Medieval Christmas folklore seems endless: that animals will all kneel down as the Holy Night arrives, that bees hum the ‘100th psalm’ on Christmas Eve, that a windy Christmas will bring good luck, that a person born on
   Christmas Day can see the Little People, that a cricket on the hearth brings good luck, that if one opens all the doors of the house at midnight all the evil spirits will depart, that you will have one lucky month for each Christmas pudding you sample, that the tree must be taken down by Twelfth Night or bad luck is sure to follow, that ‘if Christmas on a Sunday be, a windy winter we shall see’, that ‘hours of sun on Christmas Day, so many frosts in the month of May’, that one can use the Twelve Days of Christmas to predict the weather for each of the twelve months of the coming year, and so on.

A 12-day celebration that lasts from Winter Solstice to New Year.

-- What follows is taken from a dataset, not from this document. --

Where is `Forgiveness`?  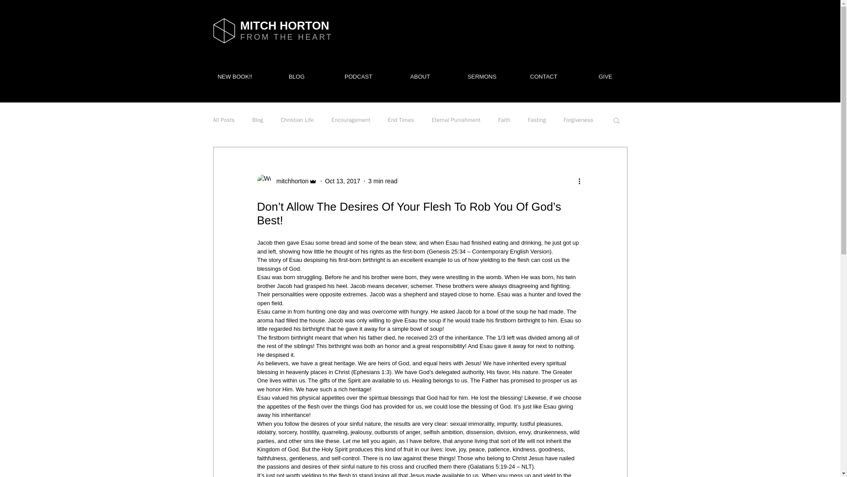 Forgiveness is located at coordinates (578, 120).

One of the earlier rites celebrated at this time was the Norse Yule sun-worship festival. Yule logs and Yule candles became a traditional part of Christmas, symbolising fire and light; so to did the Northern European custom of a candlelit Christmas tree, which was believed to shelter the spirit of the woodland spirits when other trees lost their leaves. Another Norse yule tradition was a feast  with a boars head as the main dish.  Decemder the 25th was itself a holy day long before the 4th century, when Pope Julius I gave the churches sanction to the dubious belief that the date marked the birth of Christ. From times immemorial the winter solstice had been a time when bonfires were lit all over the Northern world to welcome back the sun. Even today fire and light remain basic ingredients in a happy christmas, though few people now recognise how the prayers of their forefathers are recalled in the brandy fed flames on a Christmas pudding.

December 21 — Winter
Solstice — Yule 
The sun is at its nadir, the year’s longest night. We internalize and synthesize the outward-directed activities of the previous summer months. Some covens  hold a Festival of Light to commemorate the Goddess as Mother giving birth to the Sun God. Others celebrate the victory of the Lord of
                                         Light over the Lord of
                                         Darkness as the turning
                                         point from which the days
                                         will lengthen. The name
                                         “Yule” derives from the
                                         Norse word for “wheel”, and
                                         many of our customs (like
                                         those of the Christian
                                         holiday) derive from Norse
                                         and Celtic Pagan practices
                                         (the Yule log, the tree, the
                                         custom of Wassailing, et
                                         al).